Orlando Fringe 2022 Review: 'Shakespeare's Aliens'

The Bard's take on James Cameron

click to enlarge Orlando Fringe 2022 Review: 'Shakespeare's Aliens'
Orlando Fringe

The self-described cultured nerds behind last year’s award-winning Shakespeare’s Reservoir Dogs continue working their way down my list of all-time favorites with their latest Elizabethan stage adaptation of James Cameron’s seminal sci-if sequel.

Chuck Dent officiously narrates the tale of Ellen Ripley (Lynn Adams), sole survivor of the Spaceship Nostromo, as she returns to LV-426 on a Colonial Marines rescue mission. As her band of brothers (and sisters) are butchered by egg-spawned “demons,” Ripley and her adopted daughter Newt (Katherine Riley) struggle to survive and escape.

I’m a big fan of the unique niche Hardly Working has carved out for themselves, but Shakespeare’s Aliens is one of their less satisfying efforts, and my quibbles start with the casting. Playwright David Strauss is wonderfully weasely as the conniving corporate cutthroat Carter Burke, and Rob Del Medico’s howling Hudson provides much needed comic relief. But Damany Riley’s Hicks has little chemistry with Adams’s Ripley, whose hard-to-hear head voice simply can’t capture Sigourney Weaver’s husky heroism.

Director John Reid Adams’s staging of several moments only makes sense if you already know the movie well, and other sequences seem unnecessarily slow. Unlike their earlier productions, which firmly reframed their contemporary plots into antique setting, Aliens’ aesthetics feature an anachronistic confusion of futuristic firepower and ancient armor. Much effort was obviously invested in the elaborate DIY costumes and creatures (created by Wendy Cox and Alan Ostrander) but the results are a mixed bag: the imposing Alien queen is missing its signature head frill, but Ripley’s PVC pipe Power Loader is pretty darn nifty.

This show would definitely land in the lower half of this troupe’s half-dozen deep oeuvre if it weren’t for the adrenaline-fueled action scenes choreographed by Bill Warriner, which let slip the dogs of war with chest-bursting puppets, ear-bursting sound effects, and the most immersive employment of The Abbey’s moving lights I’ve seen all festival. Although I didn’t find it nearly as engaging and imaginative as last year’s gender-bent Tarantino tribute, science fiction fans who know their Xenomorphs from ‘Zounds will want to catch this one before “this game hath ended.”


Return the lines of the data below starting at the one holding "Image is 868x410 pixels." and ending at the one holding "Image is 234x321 pixels.", word for word, leaving every picture out.

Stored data
###

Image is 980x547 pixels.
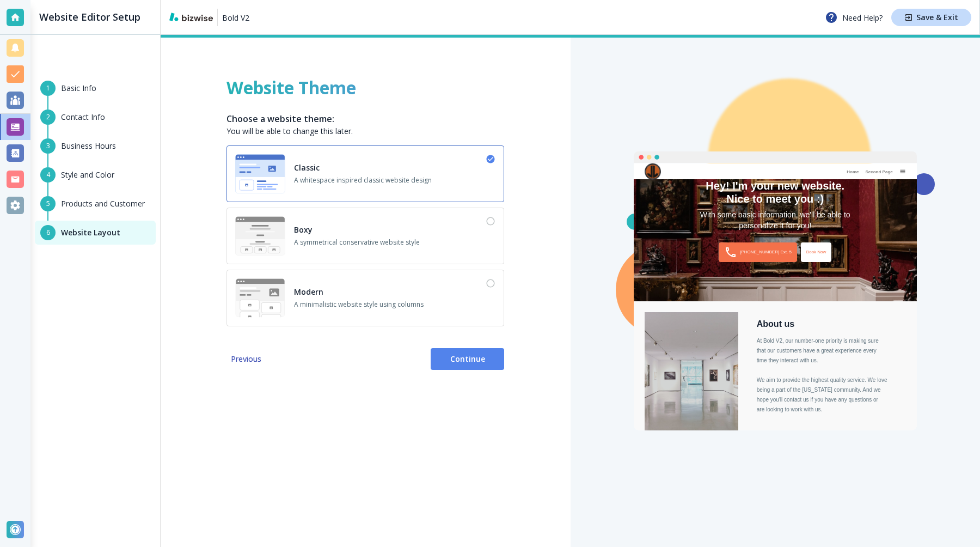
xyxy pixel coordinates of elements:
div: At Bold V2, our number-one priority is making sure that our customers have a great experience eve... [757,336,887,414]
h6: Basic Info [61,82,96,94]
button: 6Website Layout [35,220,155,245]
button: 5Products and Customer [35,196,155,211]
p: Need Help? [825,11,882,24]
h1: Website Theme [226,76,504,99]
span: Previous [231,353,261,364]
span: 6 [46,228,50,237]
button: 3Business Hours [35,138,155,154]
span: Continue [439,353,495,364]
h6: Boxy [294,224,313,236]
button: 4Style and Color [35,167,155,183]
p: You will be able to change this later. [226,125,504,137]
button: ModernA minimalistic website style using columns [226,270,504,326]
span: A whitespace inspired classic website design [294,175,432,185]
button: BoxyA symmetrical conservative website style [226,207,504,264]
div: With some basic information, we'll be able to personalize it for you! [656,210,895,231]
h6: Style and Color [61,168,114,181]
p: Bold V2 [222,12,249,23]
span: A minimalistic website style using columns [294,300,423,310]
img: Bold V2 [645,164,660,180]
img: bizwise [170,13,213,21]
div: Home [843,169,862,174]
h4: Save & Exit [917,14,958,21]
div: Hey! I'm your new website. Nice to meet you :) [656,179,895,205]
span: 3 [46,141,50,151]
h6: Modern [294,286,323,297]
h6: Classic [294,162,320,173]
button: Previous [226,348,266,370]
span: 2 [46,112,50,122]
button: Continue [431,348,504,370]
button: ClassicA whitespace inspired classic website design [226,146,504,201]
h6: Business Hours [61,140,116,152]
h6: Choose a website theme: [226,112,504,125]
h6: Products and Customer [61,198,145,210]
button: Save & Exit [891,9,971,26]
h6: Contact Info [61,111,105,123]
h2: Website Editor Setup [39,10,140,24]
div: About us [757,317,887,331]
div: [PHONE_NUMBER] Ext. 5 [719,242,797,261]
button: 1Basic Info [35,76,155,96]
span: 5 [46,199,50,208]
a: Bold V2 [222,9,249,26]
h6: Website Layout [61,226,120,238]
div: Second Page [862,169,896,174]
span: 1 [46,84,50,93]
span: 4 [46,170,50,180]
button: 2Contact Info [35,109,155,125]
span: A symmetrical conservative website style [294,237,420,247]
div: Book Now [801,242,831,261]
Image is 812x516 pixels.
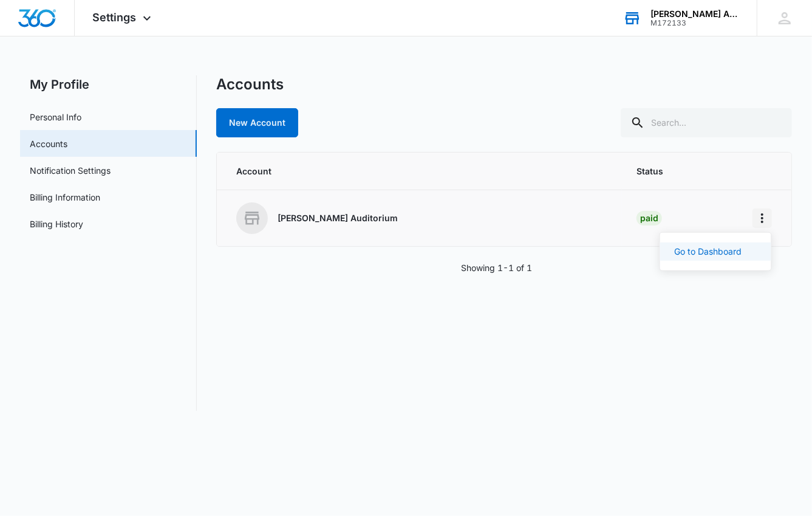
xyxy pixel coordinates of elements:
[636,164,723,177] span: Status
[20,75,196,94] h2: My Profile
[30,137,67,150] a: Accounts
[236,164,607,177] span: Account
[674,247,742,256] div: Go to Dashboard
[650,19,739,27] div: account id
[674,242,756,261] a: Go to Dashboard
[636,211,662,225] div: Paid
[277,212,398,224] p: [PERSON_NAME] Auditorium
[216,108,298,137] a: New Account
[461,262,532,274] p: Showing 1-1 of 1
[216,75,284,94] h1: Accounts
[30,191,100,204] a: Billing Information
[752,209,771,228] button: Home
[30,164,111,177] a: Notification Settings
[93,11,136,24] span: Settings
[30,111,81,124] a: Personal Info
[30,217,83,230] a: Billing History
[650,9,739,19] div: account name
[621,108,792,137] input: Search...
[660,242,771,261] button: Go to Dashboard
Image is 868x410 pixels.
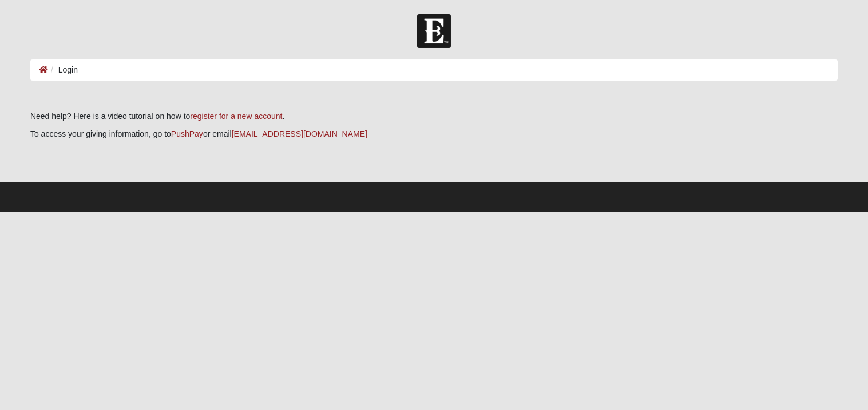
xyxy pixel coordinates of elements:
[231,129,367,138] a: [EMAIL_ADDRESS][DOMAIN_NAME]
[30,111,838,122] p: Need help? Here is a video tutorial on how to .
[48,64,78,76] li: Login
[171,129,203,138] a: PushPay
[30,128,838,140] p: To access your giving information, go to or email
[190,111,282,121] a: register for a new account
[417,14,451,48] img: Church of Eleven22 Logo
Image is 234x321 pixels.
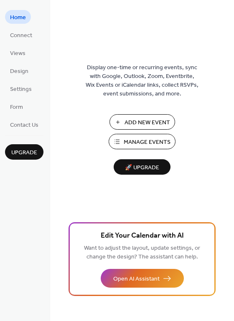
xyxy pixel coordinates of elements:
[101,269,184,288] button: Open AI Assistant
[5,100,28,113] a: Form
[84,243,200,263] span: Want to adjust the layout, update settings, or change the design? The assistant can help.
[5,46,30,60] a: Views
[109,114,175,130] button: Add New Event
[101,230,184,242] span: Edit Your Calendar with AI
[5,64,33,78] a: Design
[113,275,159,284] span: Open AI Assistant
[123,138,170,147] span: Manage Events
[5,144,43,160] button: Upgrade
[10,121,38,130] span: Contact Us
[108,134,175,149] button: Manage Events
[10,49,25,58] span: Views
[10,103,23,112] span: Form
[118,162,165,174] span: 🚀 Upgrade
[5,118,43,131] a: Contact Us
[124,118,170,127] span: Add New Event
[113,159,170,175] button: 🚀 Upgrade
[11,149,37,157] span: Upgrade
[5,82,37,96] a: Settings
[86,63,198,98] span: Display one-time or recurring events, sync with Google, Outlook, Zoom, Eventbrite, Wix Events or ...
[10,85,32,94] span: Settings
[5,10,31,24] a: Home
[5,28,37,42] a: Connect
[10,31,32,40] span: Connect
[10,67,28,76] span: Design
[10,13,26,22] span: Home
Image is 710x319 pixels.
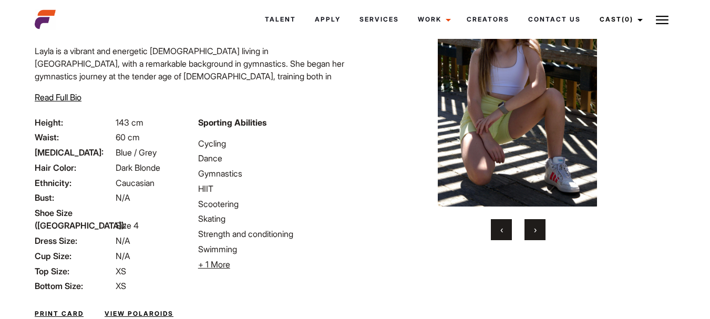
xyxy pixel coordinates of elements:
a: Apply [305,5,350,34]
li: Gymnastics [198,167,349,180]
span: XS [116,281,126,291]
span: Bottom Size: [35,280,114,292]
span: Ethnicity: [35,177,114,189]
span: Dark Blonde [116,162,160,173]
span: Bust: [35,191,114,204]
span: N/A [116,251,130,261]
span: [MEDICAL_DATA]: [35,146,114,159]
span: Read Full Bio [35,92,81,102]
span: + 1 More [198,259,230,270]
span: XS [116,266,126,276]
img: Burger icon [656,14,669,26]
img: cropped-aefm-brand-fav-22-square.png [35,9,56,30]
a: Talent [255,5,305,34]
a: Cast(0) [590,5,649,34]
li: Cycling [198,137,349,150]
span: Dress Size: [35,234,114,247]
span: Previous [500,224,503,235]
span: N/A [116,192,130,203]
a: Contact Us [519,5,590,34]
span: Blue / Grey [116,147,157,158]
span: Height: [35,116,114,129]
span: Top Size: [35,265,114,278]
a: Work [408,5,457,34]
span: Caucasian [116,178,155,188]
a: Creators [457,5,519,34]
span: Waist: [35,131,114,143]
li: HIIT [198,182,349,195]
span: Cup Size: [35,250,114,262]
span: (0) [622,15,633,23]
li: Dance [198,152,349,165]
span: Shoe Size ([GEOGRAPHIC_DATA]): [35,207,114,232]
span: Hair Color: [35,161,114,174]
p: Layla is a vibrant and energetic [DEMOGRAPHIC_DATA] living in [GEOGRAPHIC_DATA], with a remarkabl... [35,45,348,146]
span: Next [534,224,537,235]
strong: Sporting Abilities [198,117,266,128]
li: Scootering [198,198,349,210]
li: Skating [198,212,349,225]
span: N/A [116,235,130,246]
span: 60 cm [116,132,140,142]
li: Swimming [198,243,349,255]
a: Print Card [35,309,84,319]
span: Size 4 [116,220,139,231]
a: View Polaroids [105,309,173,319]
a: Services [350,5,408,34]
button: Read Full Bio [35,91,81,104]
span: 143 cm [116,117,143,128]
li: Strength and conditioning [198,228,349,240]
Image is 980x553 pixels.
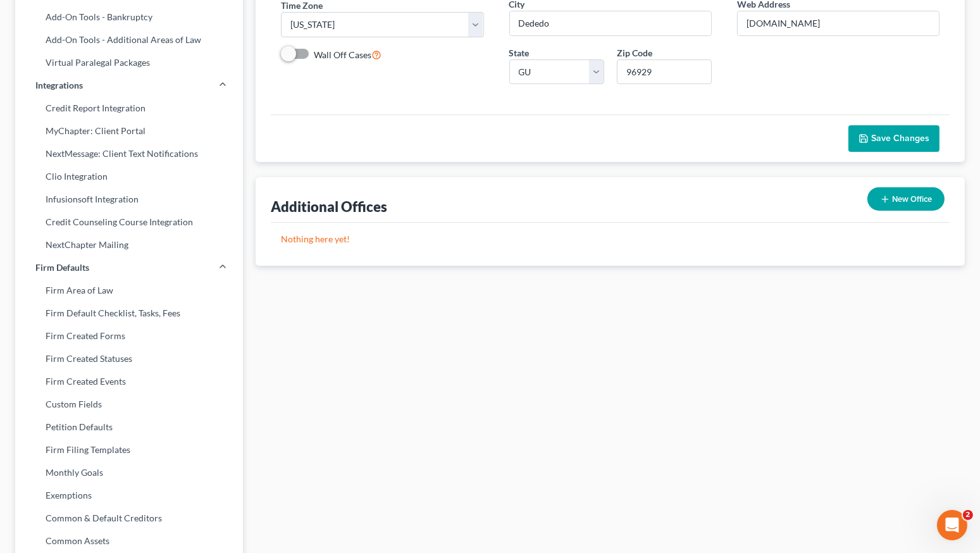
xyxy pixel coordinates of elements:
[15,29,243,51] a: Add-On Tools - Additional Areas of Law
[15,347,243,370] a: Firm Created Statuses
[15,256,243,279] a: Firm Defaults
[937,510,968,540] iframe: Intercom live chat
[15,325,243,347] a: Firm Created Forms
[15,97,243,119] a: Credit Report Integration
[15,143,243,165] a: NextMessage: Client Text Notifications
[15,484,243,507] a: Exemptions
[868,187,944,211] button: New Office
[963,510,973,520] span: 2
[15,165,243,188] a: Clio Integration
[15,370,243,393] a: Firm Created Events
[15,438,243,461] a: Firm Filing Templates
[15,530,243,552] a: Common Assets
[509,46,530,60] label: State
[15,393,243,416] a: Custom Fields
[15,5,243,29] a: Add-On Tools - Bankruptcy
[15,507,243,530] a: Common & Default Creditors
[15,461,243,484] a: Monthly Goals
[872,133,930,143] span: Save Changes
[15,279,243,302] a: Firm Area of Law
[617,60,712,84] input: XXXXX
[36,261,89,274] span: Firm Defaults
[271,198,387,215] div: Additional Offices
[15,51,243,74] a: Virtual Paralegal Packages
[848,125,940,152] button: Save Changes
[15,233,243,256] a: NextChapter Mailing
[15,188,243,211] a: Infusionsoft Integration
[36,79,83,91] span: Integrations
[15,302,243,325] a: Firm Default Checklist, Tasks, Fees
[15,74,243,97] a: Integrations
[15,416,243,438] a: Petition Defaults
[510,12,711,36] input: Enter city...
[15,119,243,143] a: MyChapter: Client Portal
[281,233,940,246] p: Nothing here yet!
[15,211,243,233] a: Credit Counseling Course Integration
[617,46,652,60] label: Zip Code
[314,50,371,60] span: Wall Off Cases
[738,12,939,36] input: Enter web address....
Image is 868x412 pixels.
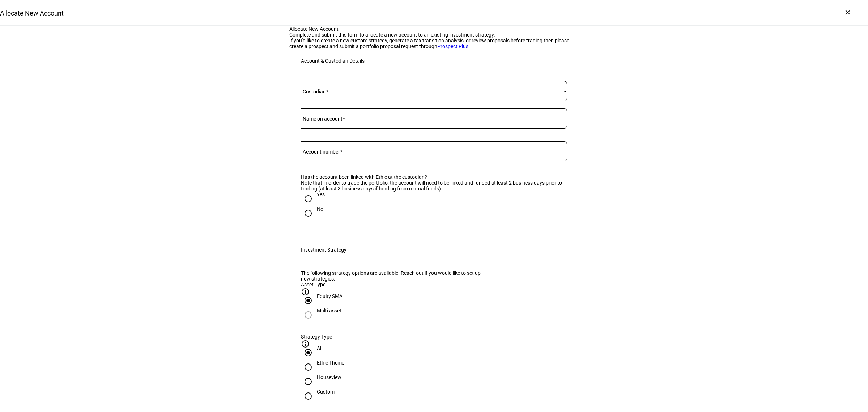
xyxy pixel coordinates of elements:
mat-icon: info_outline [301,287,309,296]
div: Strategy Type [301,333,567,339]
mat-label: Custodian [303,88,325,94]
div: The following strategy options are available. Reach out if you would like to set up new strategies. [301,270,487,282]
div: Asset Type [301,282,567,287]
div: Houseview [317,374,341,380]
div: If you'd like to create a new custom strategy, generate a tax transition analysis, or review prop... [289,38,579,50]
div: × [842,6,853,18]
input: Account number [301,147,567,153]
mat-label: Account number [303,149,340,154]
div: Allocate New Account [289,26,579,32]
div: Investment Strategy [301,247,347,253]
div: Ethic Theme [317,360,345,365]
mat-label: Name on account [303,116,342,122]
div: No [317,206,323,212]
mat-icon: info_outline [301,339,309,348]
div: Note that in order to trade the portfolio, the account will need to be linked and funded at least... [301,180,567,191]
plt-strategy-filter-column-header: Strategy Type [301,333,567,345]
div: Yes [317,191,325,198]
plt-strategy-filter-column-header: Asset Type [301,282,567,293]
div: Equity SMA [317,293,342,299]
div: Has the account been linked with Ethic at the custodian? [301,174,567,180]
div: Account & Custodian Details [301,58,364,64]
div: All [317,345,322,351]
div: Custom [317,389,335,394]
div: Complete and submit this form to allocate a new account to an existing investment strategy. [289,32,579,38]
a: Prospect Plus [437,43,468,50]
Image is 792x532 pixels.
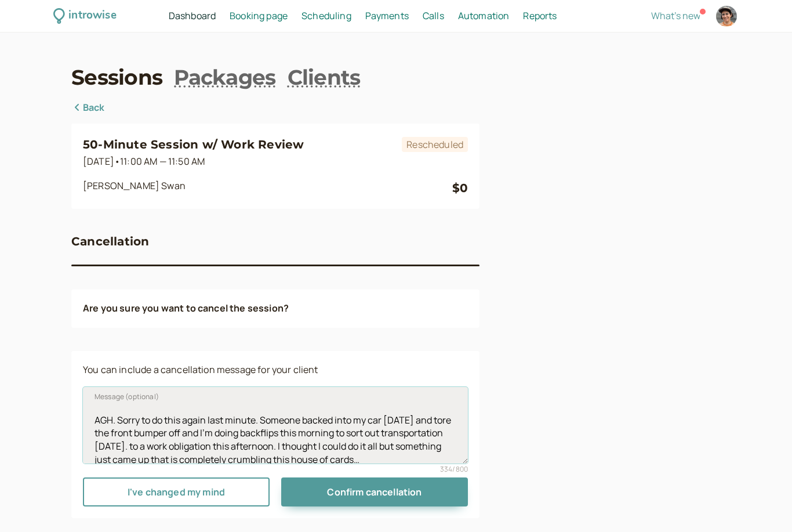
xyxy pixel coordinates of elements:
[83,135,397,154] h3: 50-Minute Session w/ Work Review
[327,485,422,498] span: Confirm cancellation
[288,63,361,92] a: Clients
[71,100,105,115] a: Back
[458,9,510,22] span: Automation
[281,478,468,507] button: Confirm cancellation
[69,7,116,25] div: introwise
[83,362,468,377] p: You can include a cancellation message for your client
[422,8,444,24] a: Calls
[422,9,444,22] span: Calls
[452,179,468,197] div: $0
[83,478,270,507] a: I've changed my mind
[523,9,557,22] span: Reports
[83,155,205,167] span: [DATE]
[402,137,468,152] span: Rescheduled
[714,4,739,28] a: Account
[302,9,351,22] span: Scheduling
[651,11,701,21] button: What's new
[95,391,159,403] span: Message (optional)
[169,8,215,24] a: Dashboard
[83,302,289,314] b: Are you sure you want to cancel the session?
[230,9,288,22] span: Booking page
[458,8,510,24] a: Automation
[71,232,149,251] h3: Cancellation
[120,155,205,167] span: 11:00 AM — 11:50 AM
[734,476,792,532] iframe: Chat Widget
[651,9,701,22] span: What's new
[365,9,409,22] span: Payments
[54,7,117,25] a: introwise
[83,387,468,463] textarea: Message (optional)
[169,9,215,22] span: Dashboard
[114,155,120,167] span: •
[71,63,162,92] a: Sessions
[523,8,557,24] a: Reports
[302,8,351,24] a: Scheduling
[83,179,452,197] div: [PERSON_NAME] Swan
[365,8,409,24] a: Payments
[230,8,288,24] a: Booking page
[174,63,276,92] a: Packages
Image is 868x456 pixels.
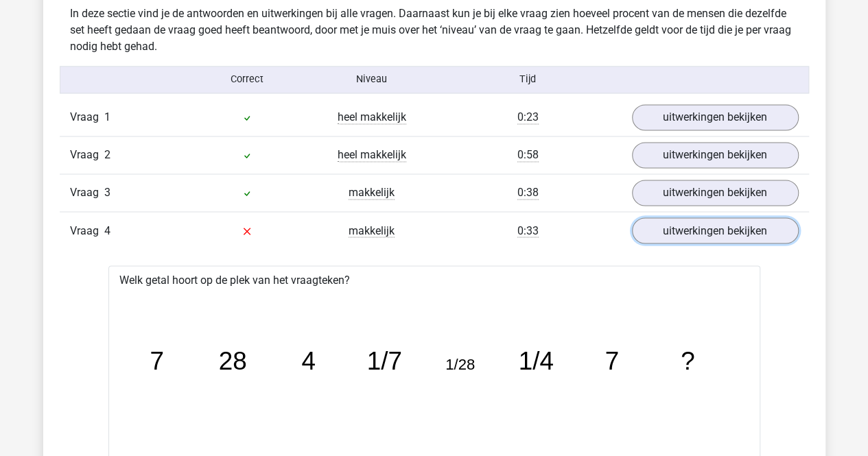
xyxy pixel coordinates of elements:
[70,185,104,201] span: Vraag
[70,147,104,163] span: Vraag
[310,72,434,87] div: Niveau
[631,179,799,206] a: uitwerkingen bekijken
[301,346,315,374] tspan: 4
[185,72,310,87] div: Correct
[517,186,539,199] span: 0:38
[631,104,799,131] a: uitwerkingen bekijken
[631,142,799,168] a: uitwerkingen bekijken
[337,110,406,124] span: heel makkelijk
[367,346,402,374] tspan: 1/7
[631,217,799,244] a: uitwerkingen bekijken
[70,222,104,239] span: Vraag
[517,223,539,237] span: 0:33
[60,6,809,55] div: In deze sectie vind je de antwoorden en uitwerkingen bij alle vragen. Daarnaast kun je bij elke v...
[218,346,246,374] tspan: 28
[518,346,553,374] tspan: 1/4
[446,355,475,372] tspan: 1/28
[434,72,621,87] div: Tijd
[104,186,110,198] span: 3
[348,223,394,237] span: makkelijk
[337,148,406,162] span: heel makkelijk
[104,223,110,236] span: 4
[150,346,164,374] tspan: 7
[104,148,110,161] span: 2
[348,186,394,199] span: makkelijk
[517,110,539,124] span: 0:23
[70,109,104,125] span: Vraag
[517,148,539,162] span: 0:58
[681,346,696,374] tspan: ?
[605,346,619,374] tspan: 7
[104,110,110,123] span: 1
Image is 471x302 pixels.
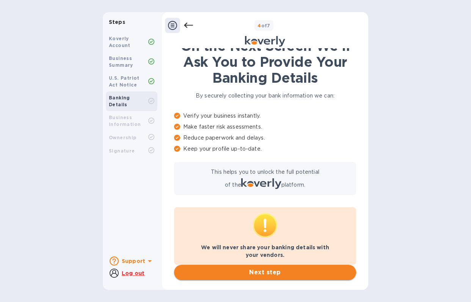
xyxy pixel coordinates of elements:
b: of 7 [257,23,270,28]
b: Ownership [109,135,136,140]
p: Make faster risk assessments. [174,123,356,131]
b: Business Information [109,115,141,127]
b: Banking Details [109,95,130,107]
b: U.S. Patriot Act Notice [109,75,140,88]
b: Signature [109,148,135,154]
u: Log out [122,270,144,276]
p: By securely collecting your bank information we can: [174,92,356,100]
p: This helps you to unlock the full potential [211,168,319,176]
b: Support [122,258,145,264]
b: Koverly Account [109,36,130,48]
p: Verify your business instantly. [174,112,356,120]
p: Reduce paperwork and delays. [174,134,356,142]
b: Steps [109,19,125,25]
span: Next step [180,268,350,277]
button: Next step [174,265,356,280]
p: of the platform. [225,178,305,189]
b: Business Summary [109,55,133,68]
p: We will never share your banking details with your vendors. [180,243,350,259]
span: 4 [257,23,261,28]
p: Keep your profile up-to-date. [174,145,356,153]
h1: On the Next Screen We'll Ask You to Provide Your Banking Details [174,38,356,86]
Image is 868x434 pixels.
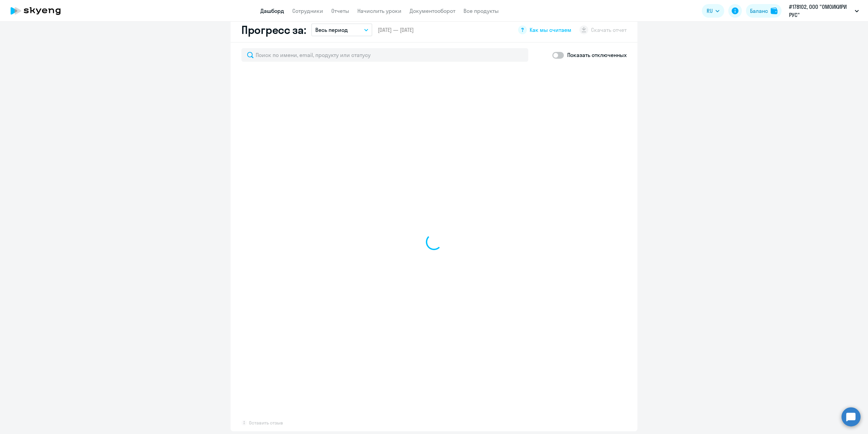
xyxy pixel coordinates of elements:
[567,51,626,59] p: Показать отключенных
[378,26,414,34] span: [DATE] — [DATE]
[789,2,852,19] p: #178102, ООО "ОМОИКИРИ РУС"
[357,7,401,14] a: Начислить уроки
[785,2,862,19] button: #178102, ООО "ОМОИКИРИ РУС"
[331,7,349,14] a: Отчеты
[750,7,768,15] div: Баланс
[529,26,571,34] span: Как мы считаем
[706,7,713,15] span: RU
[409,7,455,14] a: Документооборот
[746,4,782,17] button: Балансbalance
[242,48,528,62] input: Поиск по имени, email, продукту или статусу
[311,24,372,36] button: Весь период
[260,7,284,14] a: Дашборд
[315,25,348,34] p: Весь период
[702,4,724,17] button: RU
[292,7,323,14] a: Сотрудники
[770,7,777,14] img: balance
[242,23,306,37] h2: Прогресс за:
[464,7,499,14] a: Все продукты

###

> **Response to this task**
Image is 868x410 pixels.
xyxy pixel coordinates of elements:
[231,129,367,138] a: [EMAIL_ADDRESS][DOMAIN_NAME]
[30,111,838,122] p: Need help? Here is a video tutorial on how to .
[48,64,78,76] li: Login
[171,129,203,138] a: PushPay
[30,128,838,140] p: To access your giving information, go to or email
[190,111,282,121] a: register for a new account
[417,14,451,48] img: Church of Eleven22 Logo
Image is 234x321 pixels.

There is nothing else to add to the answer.